MOZART Don Giovanni (Rhorer)
View record and artist detailsRecord and Artist Details
Composer or Director: Wolfgang Amadeus Mozart
Genre:
DVD
Label: Alpha
Magazine Review Date: 01/2018
Media Format: CD or Download
Media Runtime: 176
Mastering:
DDD
Catalogue Number: ALPHA379
Tracks:
Composition | Artist Credit |
---|---|
Don Giovanni |
Wolfgang Amadeus Mozart, Composer
(Le) Cercle de l'Harmonie Anna Grevelius, Zerlina, Mezzo soprano Jean-Sébastien Bou, Don Giovanni, Baritone Jérémie Rhorer, Conductor Julie Boulianne, Donna Elvira, Mezzo soprano Julien Behr, Don Ottavio, Tenor Marc Scoffoni, Masetto, Baritone Myrtò Papatanasiu, Donna Anna, Soprano Radio France Chorus Robert Gleadow, Leporello, Bass-baritone Steven Humes, Commendatore, Bass Wolfgang Amadeus Mozart, Composer |
Author: Richard Wigmore
Rhorer’s trump cards are his Giovanni and Leporello, a mutually dependent master-servant relationship that bristles with sharp-witted italianità. Both act brilliantly with the voice and dispatch their patter without compromising vocal quality. Like the lighter-toned Johannes Weisser in the Jacobs recording, Jean-Sébastien Bou is more upmarket Jack the lad than demonically driven anti-hero: caddish, sardonic, yet capable of fining his powerful baritone to a honeyed suavity in ‘Là ci darem la mano’ – though his serenade is hampered by an uncharacteristically plodding tempo. With a dash more bass in his baritone, Robert Gleadow’s resourceful, garlicky Leporello is well contrasted vocally with Giovanni. Gleadow sings with all the comic flair one could wish, yet musters an aristocratic elegance as he apes his master in the catalogue aria.

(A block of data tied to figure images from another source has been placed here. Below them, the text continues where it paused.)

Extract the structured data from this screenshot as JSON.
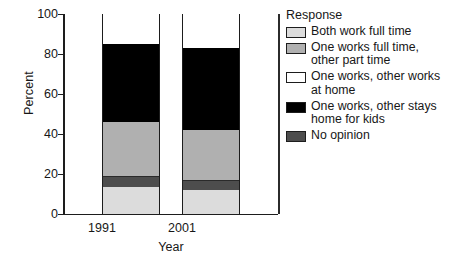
{
  "chart_data": {
    "type": "bar",
    "subtype": "stacked-bar-percent",
    "title": "",
    "xlabel": "Year",
    "ylabel": "Percent",
    "categories": [
      "1991",
      "2001"
    ],
    "ylim": [
      0,
      100
    ],
    "yticks": [
      0,
      20,
      40,
      60,
      80,
      100
    ],
    "ytick_labels": [
      "0",
      "20",
      "40",
      "60",
      "80",
      "100"
    ],
    "grid": false,
    "legend_position": "right",
    "legend_title": "Response",
    "series": [
      {
        "name": "Both work full time",
        "color": "#dcdcdc",
        "values": [
          13.5,
          12
        ]
      },
      {
        "name": "No opinion",
        "color": "#4d4d4d",
        "values": [
          5.5,
          5
        ]
      },
      {
        "name": "One works full time, other part time",
        "color": "#b0b0b0",
        "values": [
          27,
          25
        ]
      },
      {
        "name": "One works, other stays home for kids",
        "color": "#000000",
        "values": [
          39,
          41
        ]
      },
      {
        "name": "One works, other works at home",
        "color": "#ffffff",
        "values": [
          15,
          17
        ]
      }
    ],
    "stack_order_bottom_to_top": [
      "Both work full time",
      "No opinion",
      "One works full time, other part time",
      "One works, other stays home for kids",
      "One works, other works at home"
    ]
  },
  "axes": {
    "y_title": "Percent",
    "x_title": "Year",
    "y_tick_labels": [
      "100",
      "80",
      "60",
      "40",
      "20",
      "0"
    ],
    "x_tick_labels": [
      "1991",
      "2001"
    ]
  },
  "legend": {
    "title": "Response",
    "items": [
      {
        "label": "Both work full time",
        "color": "#dcdcdc"
      },
      {
        "label": "One works full time,\nother part time",
        "color": "#b0b0b0"
      },
      {
        "label": "One works, other works\nat home",
        "color": "#ffffff"
      },
      {
        "label": "One works, other stays\nhome for kids",
        "color": "#000000"
      },
      {
        "label": "No opinion",
        "color": "#4d4d4d"
      }
    ]
  }
}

The Don’s past conquests and non-conquests are more problematic. Best is the Greek soprano Myrtò Papatanasiu, whose Anna makes up in tenderness and vulnerability what she lacks in vocal grandeur (Olga Pasichnyk’s performance for Jacobs is in similar mould). If ‘Or sai chi l’onore’ stretches her to the limit and beyond, she leaves you in no doubt of Anna’s love for Ottavio both in a gracefully dispatched ‘Non mi dir’ and in the duet in the final sextet. You could never accuse Julie Boulianne of under-characterising the neurotically obsessive Elvira, torn between love, shame and indignation. She catches, too, Elvira’s new-found dignity and pathos in her Act 2 scena. Yet the role lies rather high for her mezzo, and her vibrato grows uncomfortably wide under pressure. Anna Grevelius, likewise a mezzo, has the requisite charm for Zerlina, though disappoints in a fluttery and ill-tuned ‘Vedrai carino’. Marc Scoffoni makes a sturdy, cussed Masetto, and Julien Behr’s forthright and mainly stylish singing ensures that Ottavio is no cipher in breeches. Both his arias deserve their applause. But the Commendatore, baritone rather than bass, fatally lacks baleful gravitas in the supper scene. Indeed, his voice is less imposing, certainly less firm, than Giovanni’s and Leporello’s. Which can never be right.